Would you ever wake up in the morning and say, “I need some meth. I don’t have any. I’m desperate”?



“Yeah, I did. My whole life was living in desperation.”



She denies involvement in any way in the sex end of the drug business. She is believably emphatic on that.



She fell in with a ring of “pretty sophisticated” identity thieves. Her job was to do computer searches for personal information that would support opening a credit card or getting into an existing account. She would glean information on victims from the Internet, credit reports, stolen employment or car-loan applications. Plenty of meth users had access to those documents and were willing to trade them for drugs.



Annie would then use the cards and phony I.D.s to make purchases. She not only was the “front” person, she became accomplished at the entire process.



In 2008, she was arrested for white-collar crimes. She pleaded guilty and served five months in jail, then was released to a recovery home in Ramona. She was there for nine months. She then moved back home with her parents and went to work at a Mexican restaurant for another year — and used meth occasionally.

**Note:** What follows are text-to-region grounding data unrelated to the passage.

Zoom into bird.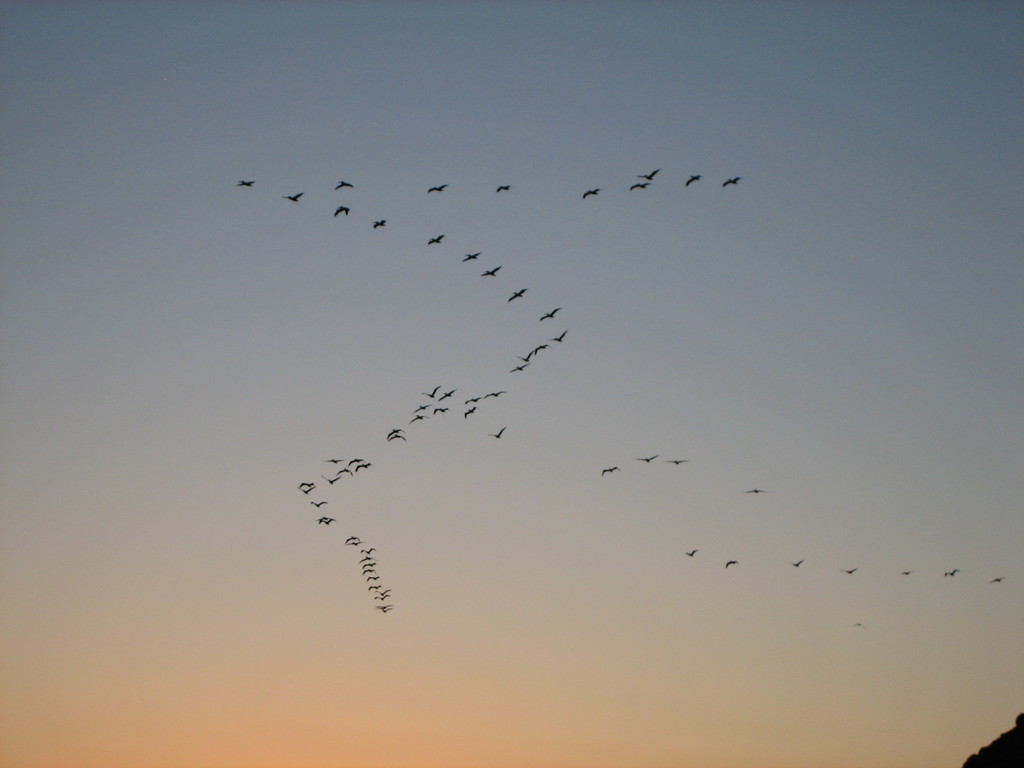
Zoom target: rect(332, 179, 353, 189).
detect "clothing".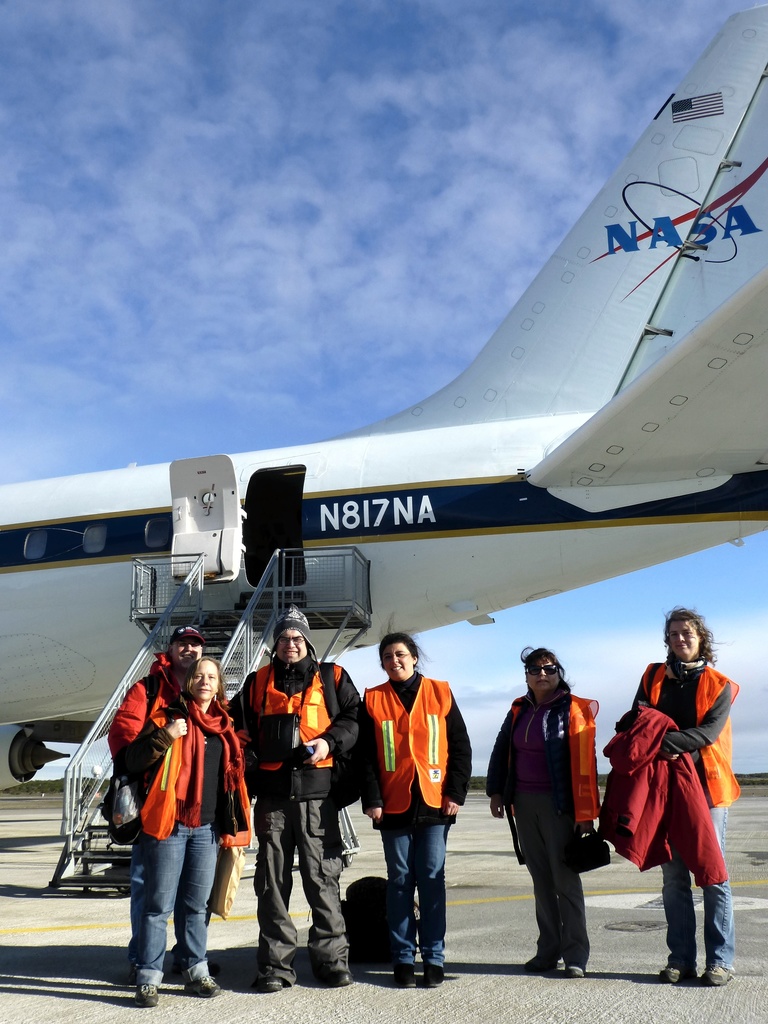
Detected at 512/795/589/970.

The memory of one embarrassing day still lingers. “When I was waiting tables, a teacher I used to work with came in. She said, ‘We’ve all been wondering where you were at.’ She was the last person I wanted to see. All they knew was that I was teaching one day and the next day I wasn’t there.”



That humiliation hurt like a hammered thumb, because “I was an excellent teacher. It breaks my heart at times that I let that opportunity go.”



She quit the restaurant and moved in with a tattoo artist and fellow meth user who gave her a couple of tattoos and bad memories.



Gradually, she drifted back to the old drug associates, and soon she was back to being a full-time meth-head and financial criminal.



The end came when she was stopped for a routine traffic violation in February 2012. As a parolee, she was subject to on-the-spot searches.



As she watched the cops find the stash of stolen checks and identities in her car, Annie knew she was caught. She whispered, “Oh, no.”



Tuesday: Annie faces her son, more jail and the rest of her life.